POEME ROMÂNESTI ÎN LIMBI STRĂINE
Lucian BLAGA
Eve
While handing the apple over to Eve, the serpent
spoke to her in a voice like tinkling silver bells
from amidst the leafage.
But then he also happened to whisper
something in her ear
softly, most softly,
something the Scriptures don’t breathe a word about.
Nor did Lord God catch the full whisper,
although He was eavesdropping.
Nor would Eve confide it
to Adam.
Ever since that time, woman’s eyes harbour a secret
and flutters her eyelashes as if to say
she has knowledge of something
we are ignorant of,
something nobody is aware of,
not even Lord God himself.
The Spring of Night
Most beauteous,
your eyes are so deep and pitch-black that at night
as I lay with my head in your lap
meseems
your unfathomable eyes are the spring
whence the night mysteriously flows over valleys
and mountains and fields,
enwrapping the earth
in a sea of darkness.
So deep-dark are your eyes,
my light.
Legend
There was radiant Eve
standing at Heaven’s gate.
She gazed at twilight’s wounds healing on the vault
and, dreamily,
she bit the apple
temptingly furnished by the serpent.
Unwittingly,
a pit of the cursed fruit stuck between her teeth.
Ruminative Eva blew it into the wind,
but the pit vanished into the ground, sprouting.
There sprang up an apple tree – others followed
along the stringing centuries.
And one coarse, stout trunk
was the ground
for the Pharisees masters
who carved the cross of Jesus.
Oh, the black pip cast to the winds
by Eve’s white teeth.
Song to the Wind
“In love nobody, nobody keeps
their word, no victor’s grace.
The only true close embrace
is the earth’s firm encircling grimace !”
Thus sang the harrowing
wind by my side, billowing
to the right now to the left,
by my side the wind wallowing.
Ceramics
Like pitchers born to quench the thirst,
maidens radiate youthfulness from contours
as if meant to slip from embraces.
They are forged form blazes, carved from water.
Brisk, unvanquishable pitchers.
We grasp them in our thoughts, through our eyelids.
You indulge in illusions of capturing them,
though the deceitful play proves a lure.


• **The problem**: Wherever pictures occur in the entries below, leave them out and retype the rest exactly.

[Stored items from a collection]
*** Begin section ***
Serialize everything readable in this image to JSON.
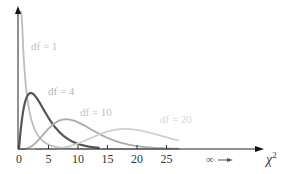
{
  "chart_data": {
    "type": "line",
    "title": "",
    "xlabel": "χ²",
    "ylabel": "",
    "x_ticks": [
      0,
      5,
      10,
      15,
      20,
      25
    ],
    "x_tick_labels": [
      "0",
      "5",
      "10",
      "15",
      "20",
      "25"
    ],
    "xlim": [
      0,
      27
    ],
    "grid": false,
    "legend": "inline labels",
    "annotations": [
      "∞ →"
    ],
    "series": [
      {
        "name": "df = 1",
        "df": 1,
        "color": "#bdbdbd",
        "x_range": [
          0.05,
          27
        ]
      },
      {
        "name": "df = 4",
        "df": 4,
        "color": "#555555",
        "x_range": [
          0,
          13.5
        ]
      },
      {
        "name": "df = 10",
        "df": 10,
        "color": "#ababab",
        "x_range": [
          0,
          27
        ]
      },
      {
        "name": "df = 20",
        "df": 20,
        "color": "#cfcfcf",
        "x_range": [
          3,
          27
        ]
      }
    ]
  },
  "labels": {
    "df1": "df = 1",
    "df4": "df = 4",
    "df10": "df = 10",
    "df20": "df = 20",
    "ticks": [
      "0",
      "5",
      "10",
      "15",
      "20",
      "25"
    ],
    "infinity": "∞",
    "xaxis_symbol": "χ",
    "xaxis_sup": "2"
  },
  "colors": {
    "axis": "#222222",
    "df1": "#bdbdbd",
    "df4": "#555555",
    "df10": "#ababab",
    "df20": "#cfcfcf"
  }
}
*** End section ***
• **Answer box**:
Serialize everything readable in this image to JSON.
{
  "chart_data": {
    "type": "line",
    "title": "",
    "xlabel": "χ²",
    "ylabel": "",
    "x_ticks": [
      0,
      5,
      10,
      15,
      20,
      25
    ],
    "x_tick_labels": [
      "0",
      "5",
      "10",
      "15",
      "20",
      "25"
    ],
    "xlim": [
      0,
      27
    ],
    "grid": false,
    "legend": "inline labels",
    "annotations": [
      "∞ →"
    ],
    "series": [
      {
        "name": "df = 1",
        "df": 1,
        "color": "#bdbdbd",
        "x_range": [
          0.05,
          27
        ]
      },
      {
        "name": "df = 4",
        "df": 4,
        "color": "#555555",
        "x_range": [
          0,
          13.5
        ]
      },
      {
        "name": "df = 10",
        "df": 10,
        "color": "#ababab",
        "x_range": [
          0,
          27
        ]
      },
      {
        "name": "df = 20",
        "df": 20,
        "color": "#cfcfcf",
        "x_range": [
          3,
          27
        ]
      }
    ]
  },
  "labels": {
    "df1": "df = 1",
    "df4": "df = 4",
    "df10": "df = 10",
    "df20": "df = 20",
    "ticks": [
      "0",
      "5",
      "10",
      "15",
      "20",
      "25"
    ],
    "infinity": "∞",
    "xaxis_symbol": "χ",
    "xaxis_sup": "2"
  },
  "colors": {
    "axis": "#222222",
    "df1": "#bdbdbd",
    "df4": "#555555",
    "df10": "#ababab",
    "df20": "#cfcfcf"
  }
}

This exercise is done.